The remaining question, then, is whether the third part of the instruction could have misled the jurors under the standard articulated in Dempsey v. MAC Towing, Inc., supra. The Everetts argue that the instruction, when taken as a part of the whole, is not inconsistent with the requirements of Keefe. They return to the theory articulated by the district court in its reliance on Pogue that notice of the defect can be imputed to Carnival inasmuch as it created the threshold and maintained it. In other words, Carnival should have known that there was a danger of passenger injury because it was the owner and operator of the ship. Therefore, the Everetts argue, the jury instruction could not have misled the jurors because it can be assumed that Carnival had notice. The reasoning is circular and defeats the limitation on the shipowner's liability imposed by Keefe.
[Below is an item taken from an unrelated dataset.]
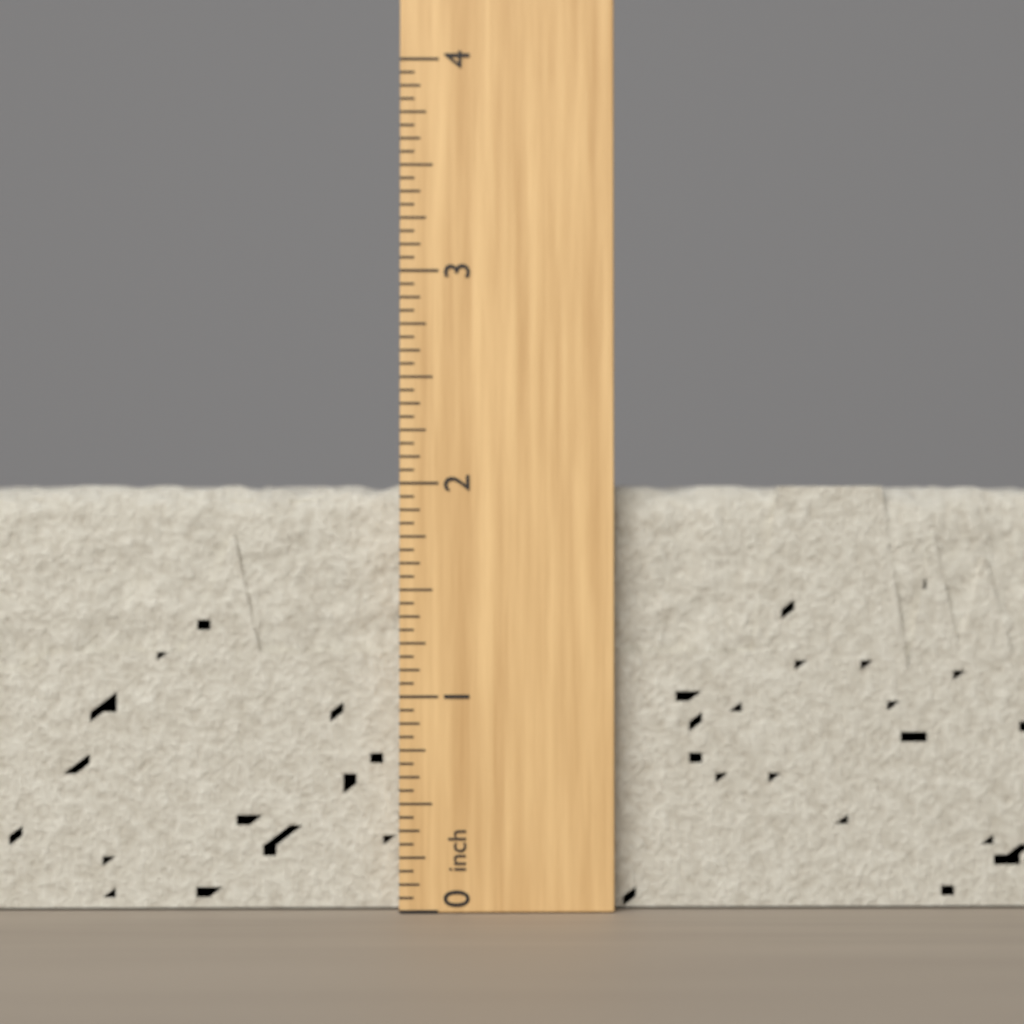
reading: 2.0000 inch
The Everetts also argue that the instruction was harmless because evidence of Carnival's knowledge that the threshold was defective was presented at trial. There was thus the possibility or even probability that the jury predicated liability on this evidence of notice. But this fact does not eliminate the possibility that the jury may have found Carnival liable on the basis of the third instruction — mere creation or maintenance of a defect — inasmuch as the instructions are disjunctive. Because there remains uncertainty as to whether the jury was misled, the error cannot be deemed harmless. Miller v. Universal City Studios, Inc., 650 F.2d 1365, 1372 (5th Cir. 1981). Carnival is therefore due a new trial.
III. CONCLUSION
We REVERSE the district court's denial of Carnival's motion for a new trial on the ground that its jury instruction was erroneous. We REMAND the case to the district court for a new trial.